Truth and Fiction Compete in The Armstrong Lie
It was 2008. Academy Award-winning Documentarian Alex Gibney (Taxi to the Darkside) was in the process of throwing together the final touches on a new project, the filmmaker set to do an in-depth chronicle of Lance Armstrong’s comeback attempt at the 2009 Tour de France. He was allowed access to the athlete like no one else before him, and while he was admittedly in awe of the superlative cyclist he still felt he could do a fair and honest portrait that asked the tough questions. He’d show Armstrong for who he was, warts and all, getting to the bottom of accusations of performance enhancing drug use and find out whether they were true or false.
Well, that certainly didn’t happen. While in the midst of post-production everything changed, Armstrong finally revealing in a one-on-one interview with Oprah Winfrey at the start of 2013 that he had in fact used performance enhancing substances in all seven of his Tour de France victories. This was after a year where the bottom fell out of the lie he’d been living for over a decade, the athlete facing countless lawsuits and investigations all of which ground his life to a halt and made continuing to be the face of the LiveStrong Foundation untenable.
That’s the crux of Gibney’s The Armstrong Lie. A weaving of footage and material he shot of Armstrong’s comeback as well as interviews he conducted earlier this year, the movie attempts to dig deeper into this subterfuge and what it was that led the athlete to believe he could get away with breaking the rules in the first place. The two hour film flies by and is always engaging, the director painting an involving picture of subterfuge, innuendo, backstabbing and outright lies that is consistently fascinating.
But does it tell us anything new? Do we get any additional insights that haven’t been examined ad nausea on sports cable networks like ESPN? Most importantly, do we believe Armstrong when he attempts to tell us he has nothing additional to hide, that the reasons for all of this was to maintain a level competitive playing field with those he was riding against? Do these interviews with the likes of Betsy and Frankie Andreu, George Hincapie, David Walsh, Johan Bruyneel, Michele Ferrari and Jonathan Vaughters bring any additional insights?
No. Not really. But in all fairness I’m not sure that is the point. Gibney isn’t so much shedding light as making it this glare shine a bit brighter upon its target, keeping Armstrong at the center of the ring as if he is still the mind behind the circus he was the ringmaster of for a very, very long time. It’s brutally effective, the juxtaposition of the cyclist’s 2009 comeback attempt with his squirms sitting with Gibney in 2013 more than a little bit startling.
Yet I’m still not positive The Armstrong Lie is a piece of documentary cinema that requires being seen in theatre. It doesn’t offer up a ton we don’t already know, and I can’t say every current word coming out of its subject’s mouth is 100-percent believable. It’s a nice film, at times even a fascinating one, it’s just not essential, and that’s as strong a truth as any to be found in any single one of this picture’s 124 investigative and observational minutes.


> _Problem requirements_:
Copy every line below where the string "Activity" is found.
[Data under study]
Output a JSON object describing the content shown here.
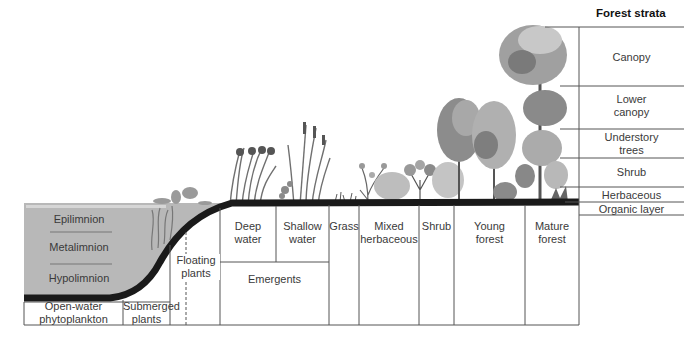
{
  "strata": {
    "title": "Forest strata",
    "layers": [
      {
        "label": "Canopy"
      },
      {
        "label": "Lower\ncanopy"
      },
      {
        "label": "Understory\ntrees"
      },
      {
        "label": "Shrub"
      },
      {
        "label": "Herbaceous"
      },
      {
        "label": "Organic layer"
      }
    ]
  },
  "lake_layers": [
    {
      "label": "Epilimnion"
    },
    {
      "label": "Metalimnion"
    },
    {
      "label": "Hypolimnion"
    }
  ],
  "zones": [
    {
      "label": "Open-water\nphytoplankton"
    },
    {
      "label": "Submerged\nplants"
    },
    {
      "label": "Floating\nplants"
    },
    {
      "label": "Deep\nwater"
    },
    {
      "label": "Shallow\nwater"
    },
    {
      "label": "Emergents"
    },
    {
      "label": "Grass"
    },
    {
      "label": "Mixed\nherbaceous"
    },
    {
      "label": "Shrub"
    },
    {
      "label": "Young\nforest"
    },
    {
      "label": "Mature\nforest"
    }
  ],
  "colors": {
    "water": "#b8b8b8",
    "soil": "#1a1a1a",
    "line": "#555555",
    "veg_dark": "#6e6e6e",
    "veg_mid": "#9a9a9a",
    "veg_light": "#c4c4c4"
  }
}
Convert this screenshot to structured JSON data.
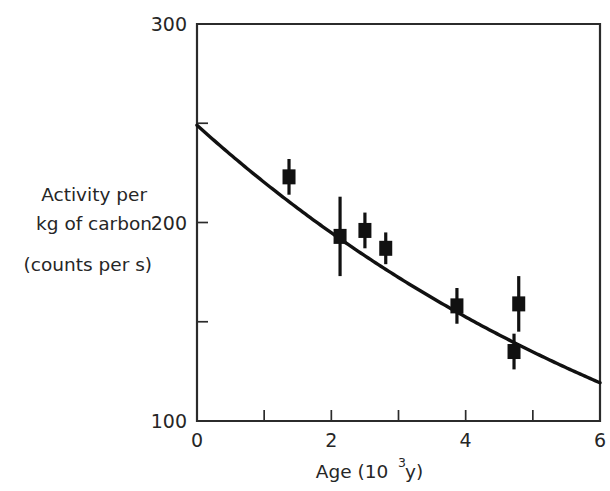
{
  "chart_data": {
    "type": "scatter",
    "title": "",
    "subtitle": "",
    "xlabel": "Age  (10^3 y)",
    "xlabel_parts": {
      "base": "Age  (10",
      "exponent": "3",
      "tail": " y)"
    },
    "ylabel": "Activity per kg of carbon (counts per s)",
    "ylabel_lines": [
      "Activity per",
      "kg of carbon",
      "(counts per s)"
    ],
    "xlim": [
      0,
      6
    ],
    "ylim": [
      100,
      300
    ],
    "xticks": [
      0,
      1,
      2,
      3,
      4,
      5,
      6
    ],
    "xtick_labels": [
      "0",
      "",
      "2",
      "",
      "4",
      "",
      "6"
    ],
    "yticks": [
      100,
      150,
      200,
      250,
      300
    ],
    "ytick_labels": [
      "100",
      "",
      "200",
      "",
      "300"
    ],
    "grid": false,
    "legend": false,
    "legend_position": "none",
    "marker_style": "filled-square",
    "error_bars": "vertical",
    "points": [
      {
        "x": 1.37,
        "y": 223,
        "yerr": 9
      },
      {
        "x": 2.13,
        "y": 193,
        "yerr": 20
      },
      {
        "x": 2.5,
        "y": 196,
        "yerr": 9
      },
      {
        "x": 2.81,
        "y": 187,
        "yerr": 8
      },
      {
        "x": 3.87,
        "y": 158,
        "yerr": 9
      },
      {
        "x": 4.79,
        "y": 159,
        "yerr": 14
      },
      {
        "x": 4.72,
        "y": 135,
        "yerr": 9
      }
    ],
    "fit_curve": {
      "label": "exponential decay fit",
      "description": "A = A0 * exp(-x / tau)",
      "A0": 249,
      "tau": 8.15,
      "x_start": 0,
      "x_end": 6,
      "y_start": 249,
      "y_end": 119
    },
    "colors": {
      "marker": "#111111",
      "curve": "#111111",
      "axis": "#2b2b2b",
      "text": "#262626",
      "background": "#ffffff"
    }
  },
  "figure": {
    "background_color": "#ffffff",
    "plot_area": {
      "left": 197,
      "top": 24,
      "right": 600,
      "bottom": 421
    }
  }
}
[/Data under study]
> _Final answer_:
    "ylabel": "Activity per kg of carbon (counts per s)",
      "Activity per",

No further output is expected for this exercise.